Can Everest 3.0 conquer Fortuner?

Everest is marketed as Ford’s seven-seater luxury vehicle for adventurous South Africans. But can this new one, justify its price?

After much anticipation and teasing, Ford’s third-generation Everest is finally available in South Africa.

Based on Ford’s latest Ranger T6.1 platform, the seven-seater SUV promises to deliver a sophisticated digital driving experience. Without sacrificing rugged all-terrain ability.

Unlike most SUVs, Ford’s Everest uses a ladder-frame chassis to provide excellent durability and towing ability. Ladder-frame vehicles tend to be less responsive to driver inputs and wander a touch at high speeds. As a mediating engineering feature, Everest uses a Watts-link rear-suspension configuration to give it enhanced tracking stability.

Toyota’s Fortuner is the class standard if you are trading in the SUV market space locally. Although Ford often speaks of Toyota’s Land-Cruiser Prado as Everest’s natural market rival, that’s a touch disingenuous. It is clearly targeted at Fortuner.

Looks great – with lots of power

In terms of exterior design, cabin architecture, digitisation and engines, the new Everest appears to have the measure of Fortuner. Perhaps the most notable advantage is powertrain.

Ford offers a 3-litre V6 turbodiesel, as the range’s halo derivative. It boosts 184kW of power and 600Nm of torque. Engine outputs are superior to the Toyota Fortuner’s 2.8-litre diesel engine, which delivers 150kW and 500Nm.

Compounding the Everest V6’s powertrain advantage is its 10-speed automatic transmission, which provides a spread of gears that make Everest smoother to drive, more responsive when overtaking slower traffic – and lighter on fuel. Toyota only offers a 6-speed automatic, in its Fortuner range.

Everest is strong on the infotainment

Beyond the impressive new V6 engine, Ford’s rugged SUV offers outstanding cabin digitisation and device syncing. There’s a 12.4-inch touchscreen, affixed in a portrait orientation, that should make menu navigation and entertainment streaming, an absolute joy to manage.

Ford’s SYNC4 is also onboard Everest, offering arguably the best device connectivity and function mirroring available. There’s even an onboard modem, which allows you to remotely lock/unlock and check various Everest vehicle functions with the FordPass app.
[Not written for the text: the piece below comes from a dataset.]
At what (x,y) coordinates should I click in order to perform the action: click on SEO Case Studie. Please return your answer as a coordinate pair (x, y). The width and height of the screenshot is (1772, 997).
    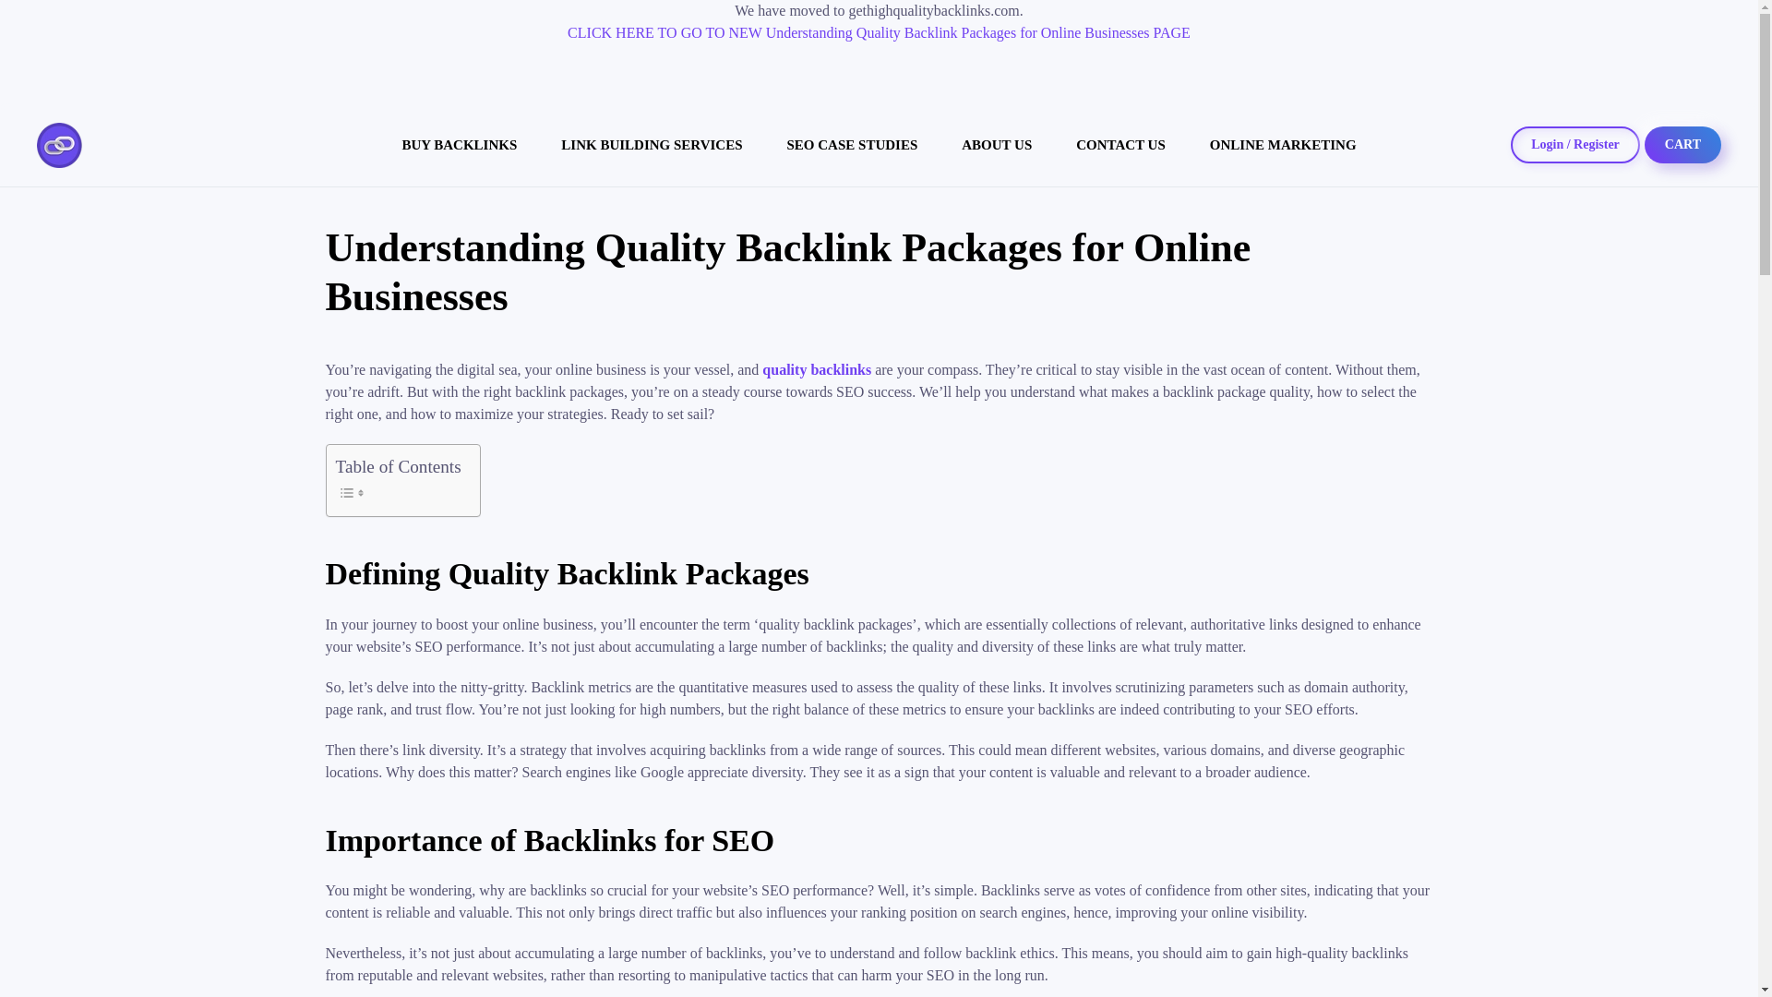
    Looking at the image, I should click on (853, 144).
One of the cleverer features is remotely starting an Everest, giving it time to run the climate control on a hot day, as you are finishing up at a restaurant. That guarantees that your vehicle is delightfully cool, when you get in.

What about the value offering?

New Everest looks terrific, with its accentuated width and those C-shaped LED headlights. The V6 engine is a game-changer for the ladder-frame SUV segment, too. And Ford’s legacy of excellent infotainment synching and device pairing continues on theme, with SYNC4. But it doesn’t come cheap.

The lead version, Ford’s Everest V6 Platinum, prices at R1 113 100. And that’s a lot more than Toyota’s range-topping Fortuner 2.8 GD6 4X4 VX auto, at R870 000.

You could sacrifice performance and those huge 21-inch wheels, opting for the Everest 2-litre bi-turbo Sport, instead, at R965 400. This version is closer to the Fortuner 2.8 GD6 4X4 VX auto in engine performance, although the value advantage remains with the Toyota.

Everest is the newer vehicle with more gears, engine power, and a better infotainment screen set-up. It has a comfier cabin, too, with second- and third-row seating that folds completely flat when you require an extended load area. These are all features the current Fortuner can’t match.